Science, you could say, comes in two sorts. There’s the stuff we more or less understand – and there’s the rest. We’re pretty secure with the earth being round and orbiting the sun, the heart being a pump connected to a network of tubes that keeps us alive, DNA carrying the genetic code – and a few other things. But human beings are curious souls and we tend to be fascinated by what we don’t know and can’t see – why the Dance of the Seven Veils caught on, I guess.
Scientists are, of course, the extreme example – they spend their lives pursuing the unknown (and, as Fred Hoyle gloomily remarked, they’re always wrong and yet they always go on). But in this media era they pay a public price for their doggedness because they get asked the pressing questions of the moment. Is global warning going to finish us off soon, why is British sport generally so poor and – today’s teaser – does being fat make you more likely to get cancer?
A few facts go a long way
The major cancers have become familiar because the numbers afflicted are so staggering – but the one good thing is that the epidemiology can tell us something about the disease. Thus for cancers of the bowel, endometrium, kidney, oesophagus and pancreas and also for postmenopausal breast cancer there is clear evidence that being overweight or obese makes you more susceptible. In other words, if you compare large groups with those cancers to equally large numbers without, the disease groups contain significantly more people who are fat. We should add that the above list is conservative. A number of other cancers are almost certainly more common in those who are overweight (brain, thyroid, liver, ovary, prostate and stomach tumours as well as multiple myeloma, leukaemia, non-Hodgkin lymphoma and malignant melanoma in men).
The usual measure is Body Mass Index (BMI) – your weight (in kilograms) divided by the square of your height (in metres). A BMI of 25 to 29.9 and you’re overweight; over 30 is obese. In England in 2009 just over 61% of adults and 28% of children (aged 2-10) were overweight or obese and of these, 23% of adults and 14% of children were obese. And every year these figures get bigger.
How big is the risk?
Impossible to say exactly – for one thing we don’t know how long you need to be exposed to the risk (i.e. being overweight) for cancer to develop but in 2010 just over 5% of the total of new cancer cases in the UK was due to excess weight.

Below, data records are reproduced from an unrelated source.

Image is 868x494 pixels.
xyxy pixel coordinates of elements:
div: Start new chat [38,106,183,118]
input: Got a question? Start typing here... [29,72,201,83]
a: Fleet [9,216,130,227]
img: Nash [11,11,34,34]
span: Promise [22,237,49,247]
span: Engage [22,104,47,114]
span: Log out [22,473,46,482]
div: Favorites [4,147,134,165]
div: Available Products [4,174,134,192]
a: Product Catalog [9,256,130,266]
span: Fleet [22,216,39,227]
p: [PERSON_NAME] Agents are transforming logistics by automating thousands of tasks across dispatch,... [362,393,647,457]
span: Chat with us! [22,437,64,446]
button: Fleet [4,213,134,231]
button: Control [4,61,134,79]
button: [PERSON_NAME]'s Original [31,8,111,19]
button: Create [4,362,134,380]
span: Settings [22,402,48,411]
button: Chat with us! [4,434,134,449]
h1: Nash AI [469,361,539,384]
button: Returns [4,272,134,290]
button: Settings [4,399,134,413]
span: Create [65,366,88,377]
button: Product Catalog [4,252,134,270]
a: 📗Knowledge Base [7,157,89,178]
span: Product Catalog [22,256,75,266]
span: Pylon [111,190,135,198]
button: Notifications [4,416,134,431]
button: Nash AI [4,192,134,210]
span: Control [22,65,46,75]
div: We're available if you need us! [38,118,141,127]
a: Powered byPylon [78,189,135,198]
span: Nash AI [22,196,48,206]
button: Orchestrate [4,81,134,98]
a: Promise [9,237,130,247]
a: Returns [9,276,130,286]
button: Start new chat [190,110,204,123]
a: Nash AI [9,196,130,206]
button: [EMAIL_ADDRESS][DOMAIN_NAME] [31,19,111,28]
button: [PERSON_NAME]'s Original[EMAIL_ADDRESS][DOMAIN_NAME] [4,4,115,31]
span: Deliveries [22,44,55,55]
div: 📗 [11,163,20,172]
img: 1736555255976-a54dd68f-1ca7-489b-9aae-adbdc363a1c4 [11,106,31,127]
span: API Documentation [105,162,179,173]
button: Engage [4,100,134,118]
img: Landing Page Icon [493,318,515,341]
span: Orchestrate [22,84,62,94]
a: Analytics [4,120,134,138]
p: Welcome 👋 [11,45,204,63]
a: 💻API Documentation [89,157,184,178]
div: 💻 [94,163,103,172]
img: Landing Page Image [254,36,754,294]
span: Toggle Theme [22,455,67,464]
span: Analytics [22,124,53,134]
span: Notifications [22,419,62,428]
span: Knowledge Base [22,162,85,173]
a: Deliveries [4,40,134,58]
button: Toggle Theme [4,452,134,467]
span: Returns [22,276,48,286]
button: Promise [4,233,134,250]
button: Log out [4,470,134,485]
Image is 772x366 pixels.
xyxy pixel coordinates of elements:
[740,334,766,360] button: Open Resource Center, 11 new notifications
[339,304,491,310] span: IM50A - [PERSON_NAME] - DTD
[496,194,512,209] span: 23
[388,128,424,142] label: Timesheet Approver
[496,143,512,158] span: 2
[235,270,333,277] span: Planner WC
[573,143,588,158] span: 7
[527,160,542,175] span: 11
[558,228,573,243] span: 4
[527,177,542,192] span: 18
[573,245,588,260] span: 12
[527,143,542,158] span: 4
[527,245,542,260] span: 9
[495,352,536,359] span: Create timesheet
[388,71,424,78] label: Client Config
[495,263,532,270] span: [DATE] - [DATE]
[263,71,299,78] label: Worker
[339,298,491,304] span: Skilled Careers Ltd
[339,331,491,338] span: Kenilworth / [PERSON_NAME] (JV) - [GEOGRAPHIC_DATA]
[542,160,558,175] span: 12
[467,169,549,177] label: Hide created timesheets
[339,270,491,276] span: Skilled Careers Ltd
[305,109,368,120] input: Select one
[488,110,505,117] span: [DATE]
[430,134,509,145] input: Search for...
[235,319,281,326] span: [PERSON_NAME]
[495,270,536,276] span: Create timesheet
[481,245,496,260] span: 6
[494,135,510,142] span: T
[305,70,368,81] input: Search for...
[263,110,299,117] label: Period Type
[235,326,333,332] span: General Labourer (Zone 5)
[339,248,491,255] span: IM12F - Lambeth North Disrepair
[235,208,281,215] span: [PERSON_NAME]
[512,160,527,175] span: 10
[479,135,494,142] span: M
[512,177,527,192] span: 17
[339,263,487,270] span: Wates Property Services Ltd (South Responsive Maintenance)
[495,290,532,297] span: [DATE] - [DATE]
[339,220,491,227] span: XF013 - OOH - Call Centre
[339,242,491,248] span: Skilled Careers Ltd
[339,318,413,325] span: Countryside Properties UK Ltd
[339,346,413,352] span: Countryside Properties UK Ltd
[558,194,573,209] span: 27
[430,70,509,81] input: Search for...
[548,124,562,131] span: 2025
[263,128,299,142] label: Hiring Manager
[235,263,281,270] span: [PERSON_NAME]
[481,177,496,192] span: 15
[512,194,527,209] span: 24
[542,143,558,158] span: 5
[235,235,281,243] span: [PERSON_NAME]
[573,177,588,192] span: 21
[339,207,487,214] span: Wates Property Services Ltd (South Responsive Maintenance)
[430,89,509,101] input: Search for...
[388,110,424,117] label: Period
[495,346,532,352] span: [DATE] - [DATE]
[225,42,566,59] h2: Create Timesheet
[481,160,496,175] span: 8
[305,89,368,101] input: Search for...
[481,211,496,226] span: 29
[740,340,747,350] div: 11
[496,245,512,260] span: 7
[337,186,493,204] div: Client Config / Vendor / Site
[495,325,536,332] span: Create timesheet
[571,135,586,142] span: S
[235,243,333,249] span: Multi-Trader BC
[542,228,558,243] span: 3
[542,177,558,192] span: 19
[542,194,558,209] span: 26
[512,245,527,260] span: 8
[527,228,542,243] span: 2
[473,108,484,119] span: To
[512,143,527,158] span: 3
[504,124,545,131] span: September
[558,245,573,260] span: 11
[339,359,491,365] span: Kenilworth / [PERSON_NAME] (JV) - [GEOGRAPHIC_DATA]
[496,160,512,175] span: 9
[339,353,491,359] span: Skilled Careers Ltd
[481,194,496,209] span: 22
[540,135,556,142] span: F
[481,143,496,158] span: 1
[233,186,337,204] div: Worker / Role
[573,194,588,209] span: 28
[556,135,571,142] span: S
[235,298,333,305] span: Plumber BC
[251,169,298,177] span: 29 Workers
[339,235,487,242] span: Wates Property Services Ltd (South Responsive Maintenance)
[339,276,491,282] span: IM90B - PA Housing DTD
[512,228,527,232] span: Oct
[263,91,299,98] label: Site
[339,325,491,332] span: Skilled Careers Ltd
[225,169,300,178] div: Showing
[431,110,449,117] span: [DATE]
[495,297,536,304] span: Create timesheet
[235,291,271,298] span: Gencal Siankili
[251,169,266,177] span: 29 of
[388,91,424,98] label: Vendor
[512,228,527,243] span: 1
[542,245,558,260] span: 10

That’s another conservative estimate, but it means at least 17,000 out of 309,000 cases, with bowel and breast cancers being the major sites.
What’s going on?
Showing an association is a good start but the important thing is to find out which molecules make that link. For obesity and cancer detail remains obscure but broad outlines are emerging, summarised in the sketch. In obesity fat (adipose) cells increase in both number and size (so it’s a double problem: more cells – and the fat cells themselves are fatter). As this happens other cells are recruited to adipose tissue and, from this cellular cooperative, signalling proteins are released that have the potential to drive tumours. This picture is similar to that of the microenvironment of tumours themselves, where many types of cell infiltrate the new growth. Initially this inflammatory and immune response aims to kill the tumour but if it fails the balance of signalling shifts so that it actually helps the tumour grow. In addition to signals from fat cells themselves, obesity is usually associated with increased levels of circulating growth hormones (e.g., insulin) and of lipids, both of which may also promote tumour development.
Thus many signals with cancerous potential arise in obese individuals. In principle these could initiate tumour growth or they could accelerate it in cancers that have started to develop independently of obesity. So it is complicated – but at least as new signalling strands emerge they offer new targets for drug therapy.